Let's pretend there's a question asked on Stack Overflow (as if they ever are). The question is asking if there is a better way of doing something. Clearly the question belongs on Code Review. You go and click the "close" link only to be greeted by the words "(too old to migrate)" next to the "off-topic" selection. You look at the question's age. 2 months. You look at the view count. It's around the 100s. "That's kindof low" you think to yourself. Finally, you look at the vote count: +1/-0
. Hmph.
A question belonging on Code Review that is too old for migration that has a low view count and a score of 1. Why can't it be migrated? It's older than a month, but that doesn't answer the question. Why can't it be migrated? Because it's "too old":
Yes, "too old" is a good reason not to migrate. Old questions are of very low value, and when old questions go from SO (with the matching crazy high views/votes) they're very disruptive to smaller communities: piles of free rep and badges for the owners of the migrated posts, the question looks disproportionately good via upvotes, the tone of the question/answers are from another site...

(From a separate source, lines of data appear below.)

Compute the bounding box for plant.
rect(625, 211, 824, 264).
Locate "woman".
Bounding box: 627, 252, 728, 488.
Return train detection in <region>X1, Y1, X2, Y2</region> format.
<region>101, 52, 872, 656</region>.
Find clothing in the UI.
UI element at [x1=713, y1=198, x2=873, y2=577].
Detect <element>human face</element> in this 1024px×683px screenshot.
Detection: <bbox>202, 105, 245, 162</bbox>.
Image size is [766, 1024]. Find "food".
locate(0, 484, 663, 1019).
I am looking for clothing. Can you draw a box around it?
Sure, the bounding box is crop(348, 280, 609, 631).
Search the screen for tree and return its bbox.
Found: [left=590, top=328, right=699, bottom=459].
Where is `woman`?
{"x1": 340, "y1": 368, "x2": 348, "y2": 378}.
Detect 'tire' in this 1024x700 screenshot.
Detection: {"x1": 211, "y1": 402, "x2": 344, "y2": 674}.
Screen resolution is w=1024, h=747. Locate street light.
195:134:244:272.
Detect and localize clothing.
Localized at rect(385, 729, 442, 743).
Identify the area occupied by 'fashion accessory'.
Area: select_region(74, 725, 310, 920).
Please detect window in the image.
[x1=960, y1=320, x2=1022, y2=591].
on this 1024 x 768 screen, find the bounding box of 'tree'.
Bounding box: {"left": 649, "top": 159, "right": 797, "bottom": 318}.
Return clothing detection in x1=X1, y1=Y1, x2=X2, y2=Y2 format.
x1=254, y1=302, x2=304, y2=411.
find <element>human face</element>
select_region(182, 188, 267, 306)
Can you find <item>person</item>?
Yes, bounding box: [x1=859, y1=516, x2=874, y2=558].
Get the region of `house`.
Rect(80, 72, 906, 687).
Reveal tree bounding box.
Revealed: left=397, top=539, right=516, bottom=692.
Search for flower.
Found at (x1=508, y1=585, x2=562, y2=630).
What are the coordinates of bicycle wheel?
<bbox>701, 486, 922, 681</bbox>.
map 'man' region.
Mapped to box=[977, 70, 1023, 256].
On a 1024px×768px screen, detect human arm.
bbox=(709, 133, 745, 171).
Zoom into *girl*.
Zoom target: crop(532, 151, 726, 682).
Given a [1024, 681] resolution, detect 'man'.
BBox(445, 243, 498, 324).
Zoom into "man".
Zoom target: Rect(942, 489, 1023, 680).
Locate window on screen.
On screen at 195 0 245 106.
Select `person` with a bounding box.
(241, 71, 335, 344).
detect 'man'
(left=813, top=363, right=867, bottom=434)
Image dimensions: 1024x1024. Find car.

Hmm. So the reasoning is that it's disruptive and the many badges and rep from votes are unproportionate. That doesn't sound like a reason to prevent questions from being migrated just because they are old. It seems that the real reasoning is a (ridiculous) precaution against questions garnishing a lot of activity.
If that's the case, why not decide migratability based on the amount of activity the question has received. Maybe we could allow any question to be migrated in the one month period, but after that, determine migratability based on activity?